Anil Varanasi is the co-founder and CEO of Meter, which provides full-stack networking infrastructure as a service for businesses. Since founding Meter with his brother Sunil in 2015, Anil has been playing a distinctly long game in one of the most entrenched markets in technology, betting on vertical integration, business model innovation, and a multi-decade time horizon. In this conversation, he unpacks Meter’s origin story, from four-plus years of heads-down R&D, and shares how his unconventional approach to planning, management, and pace keeps him excited to run the company for decades.

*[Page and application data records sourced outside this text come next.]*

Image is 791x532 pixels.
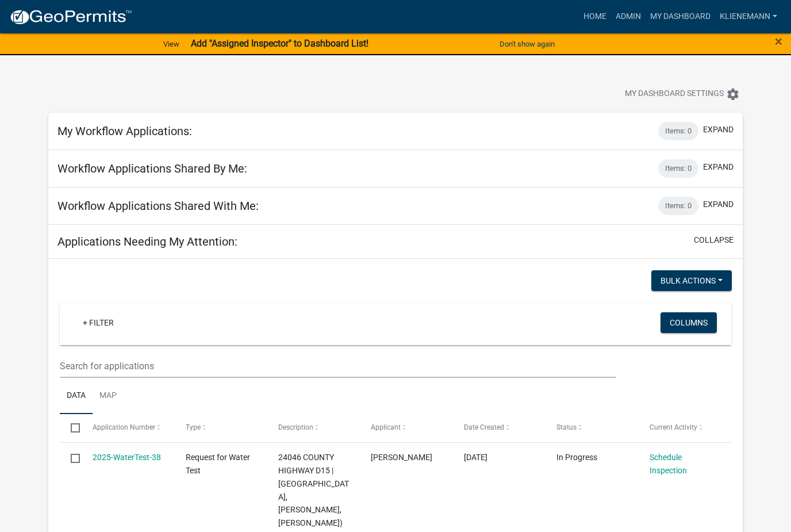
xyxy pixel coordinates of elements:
span: In Progress [557,453,598,462]
datatable-header-cell: Applicant [360,414,453,442]
div: Items: 0 [658,159,699,177]
span: Current Activity [650,423,697,431]
datatable-header-cell: Description [268,414,360,442]
datatable-header-cell: Current Activity [638,414,730,442]
span: Applicant [371,423,401,431]
span: Status [557,423,577,431]
a: klienemann [715,6,782,27]
span: My Dashboard Settings [625,88,724,101]
datatable-header-cell: Status [546,414,638,442]
span: Request for Water Test [186,453,250,475]
a: Schedule Inspection [650,453,687,475]
span: Date Created [464,423,505,431]
a: My Dashboard [645,6,715,27]
button: expand [703,199,734,211]
datatable-header-cell: Application Number [82,414,174,442]
strong: Add "Assigned Inspector" to Dashboard List! [191,38,368,49]
span: Application Number [93,423,155,431]
datatable-header-cell: Type [175,414,268,442]
a: Home [579,6,611,27]
a: Map [93,378,124,414]
h5: Workflow Applications Shared With Me: [57,199,259,213]
i: settings [726,88,740,101]
div: Items: 0 [658,122,699,141]
a: Admin [611,6,645,27]
button: My Dashboard Settingssettings [615,83,749,105]
button: Bulk Actions [651,270,732,291]
input: Search for applications [60,355,617,378]
a: 2025-WaterTest-38 [93,453,161,462]
button: Close [775,34,782,49]
button: Columns [661,312,717,333]
div: Items: 0 [658,197,699,215]
datatable-header-cell: Select [60,414,82,442]
span: × [775,33,782,49]
button: expand [703,124,734,136]
a: Data [60,378,93,414]
a: + Filter [73,312,123,333]
button: Don't show again [495,34,559,54]
a: View [159,34,184,54]
span: Type [186,423,200,431]
h5: My Workflow Applications: [57,124,192,138]
span: Description [278,423,314,431]
span: 08/13/2025 [464,453,488,462]
h5: Applications Needing My Attention: [57,234,238,248]
datatable-header-cell: Date Created [453,414,546,442]
button: expand [703,161,734,173]
h5: Workflow Applications Shared By Me: [57,162,247,176]
span: Jennifer Winters [371,453,432,462]
button: collapse [694,234,734,246]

In today’s episode, we discuss:

  • Why Anil thinks in 25-year horizons
  • How operating in a monopolistic market shaped Meter’s approach
  • Why Meter scrapped a year of OS work during the R&D phase
  • How Meter is rethinking networking’s business model
  • Surviving COVID, Apple’s M1 transition, and “a thousand bad days”
  • Anil’s contrarian views on planning, OKRs, and management
  • How founders can build companies they’ll want to run for decades

Where to find Anil:

Where to find Brett:

Where to find First Round Capital:

References:

Timestamps:

(01:27) Meter’s unusual timeframes

(04:06) “We don’t do OKRs”

(06:32) How to plan without planning

(08:31) Track your unhappy customers

(11:43) How Meter’s journey began

(15:02) Dissecting the 2010s SaaS boom

(17:06) The networking industry trap

(21:44) Meter’s first roadblock

(22:07) Why Shenzhen accelerated Meter’s progress

(26:29) The process to get a sales-ready product

(31:02) Why you should own the full stack

(32:45) The surprising thing you should innovate

(35:03) Avoiding the one-trick pony trap

(37:39) The secret to finding an excellent market

(43:48) How COVID’s constraints propelled growth

(48:25) Why founders need to know their customers

(49:34) Why Meter didn’t sell via traditional channels

(51:44) You need “seller-market fit”

(54:51) The danger of meta-work

(56:25) Decoupling management from authority

(1:02:17) When the person is the problem

(1:05:05) The inherent value of going slowly

(1:09:41) Running a company for as long as possible

  continue reading

166 episodes

Artwork
iconShare
 
Manage episode 523568215 series 2815222
Content provided by First Round. All podcast content including episodes, graphics, and podcast descriptions are uploaded and provided directly by First Round or their podcast platform partner. If you believe someone is using your copyrighted work without your permission, you can follow the process outlined here https://podcastplayer.com/legal.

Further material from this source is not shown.